Hope Carrick probably knows he’s a winner having picked up prizes at shows in Midleton, Kilkenny, Athlone and Cork.
“He’s six-years-old and he was in the mountains in Wales. I broke him last winter. I had him for three months in the stables and he wouldn’t come near me. Another fella told me a trick; turn off the water inside in the stable. Get him thirsty and he said ‘he’ll come to you’. That was a Connemara fella I knew over in England. He was around ponies all his life. That’s how I got him. Into the fourth day, he came to me,” Michael explained, adding that the pony’s bloodline can be traced back to 1958.
Michael worked abroad for more than three decades before returning home and establishing Malbay Stud, a Welsh pony breeding operation.
“I was 15 and a half when I left this county. I came home 10 years ago. I was 48 then.  It was the best education I ever got. Better than any school because you learn the hard way. You don’t forget. It was a change all right going from the country into the city of London but sure everyone had to emigrate that time. The minute you were able to work you had to go,” he reflected, ruminating on his time in the buildings in England, Holland and Denmark.
“I came back a few years ago and I was doing a bit more drinking than I should have. I thought there was more to life than that and I was always interested in the ponies anyway,” Michael added.
So he bought two Welsh ponies, one of whom was in foal. “They’re bred for showing and jumping for kids. You don’t have to train them for jumping, just guide them along a bit. They’re natural jumpers,” he said.

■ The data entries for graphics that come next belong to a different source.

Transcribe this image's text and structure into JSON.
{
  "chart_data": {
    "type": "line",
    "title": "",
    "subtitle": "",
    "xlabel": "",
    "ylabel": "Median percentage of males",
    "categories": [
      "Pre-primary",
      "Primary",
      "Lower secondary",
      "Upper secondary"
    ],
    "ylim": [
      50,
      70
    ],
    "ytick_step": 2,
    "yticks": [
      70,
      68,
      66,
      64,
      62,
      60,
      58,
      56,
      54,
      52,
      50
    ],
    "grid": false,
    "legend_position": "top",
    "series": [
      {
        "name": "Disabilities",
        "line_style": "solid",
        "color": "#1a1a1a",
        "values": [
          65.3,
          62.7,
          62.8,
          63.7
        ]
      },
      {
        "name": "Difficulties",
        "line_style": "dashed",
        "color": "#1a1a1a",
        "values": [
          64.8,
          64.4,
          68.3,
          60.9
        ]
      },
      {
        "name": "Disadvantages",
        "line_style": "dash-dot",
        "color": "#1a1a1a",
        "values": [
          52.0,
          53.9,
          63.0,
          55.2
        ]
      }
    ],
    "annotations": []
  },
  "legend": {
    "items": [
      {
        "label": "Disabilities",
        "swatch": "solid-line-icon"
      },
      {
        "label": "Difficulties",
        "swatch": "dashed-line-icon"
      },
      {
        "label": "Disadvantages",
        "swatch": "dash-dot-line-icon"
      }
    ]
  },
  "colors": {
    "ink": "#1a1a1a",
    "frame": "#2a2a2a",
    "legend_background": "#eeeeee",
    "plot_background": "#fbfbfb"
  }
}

Weaning foals sounds like a tricky business but Michael says he has worked it out.
“You leave them with the mother until they’re six-months-old. Eventually. she’ll run out of milk and she’ll be pushing the foal away all the time. So they have to drink the water. Some people would wean them at four but they get very distressed. I find that at six months, put them in for a month and they’re perfect. The trouble is when you wean them, they look on you as their mother then. That’s when they get close to you,” he noted. 
Long-term, his aim is to develop a unique bloodline. “It’s a matter of trying to get your own bloodline and your own stamp on it. It takes seven years before you have it the way you want it. I’m about half way there now. It’s then you’d start making a few bob out of it. Before that it’s all cost.”
Bringing a pony to a show involves very early starts. There is no point in arriving minutes before the showing is due to start.
“You’d allow yourself to be there nearly two hours before it would start to get them out and give them a bit of exercise. If you take them straight out of the box, they’re going to be lazy. You have to get them moving again but they’re good travellers. You’ll know when they don’t want to go, they won’t go into the box. They have never done that yet,” Michael said.
Years ago, Welsh ponies were used to work in the mines in their country of origin. Working in partial darkness led to numerous ponies going blind. Many of them were subsequently released and left to fend for themselves in the mountains.
Michael Galvin’s Welsh ponies have little to worry about in comparison even if Hope Carrick’s reaction to being left at home suggests otherwise!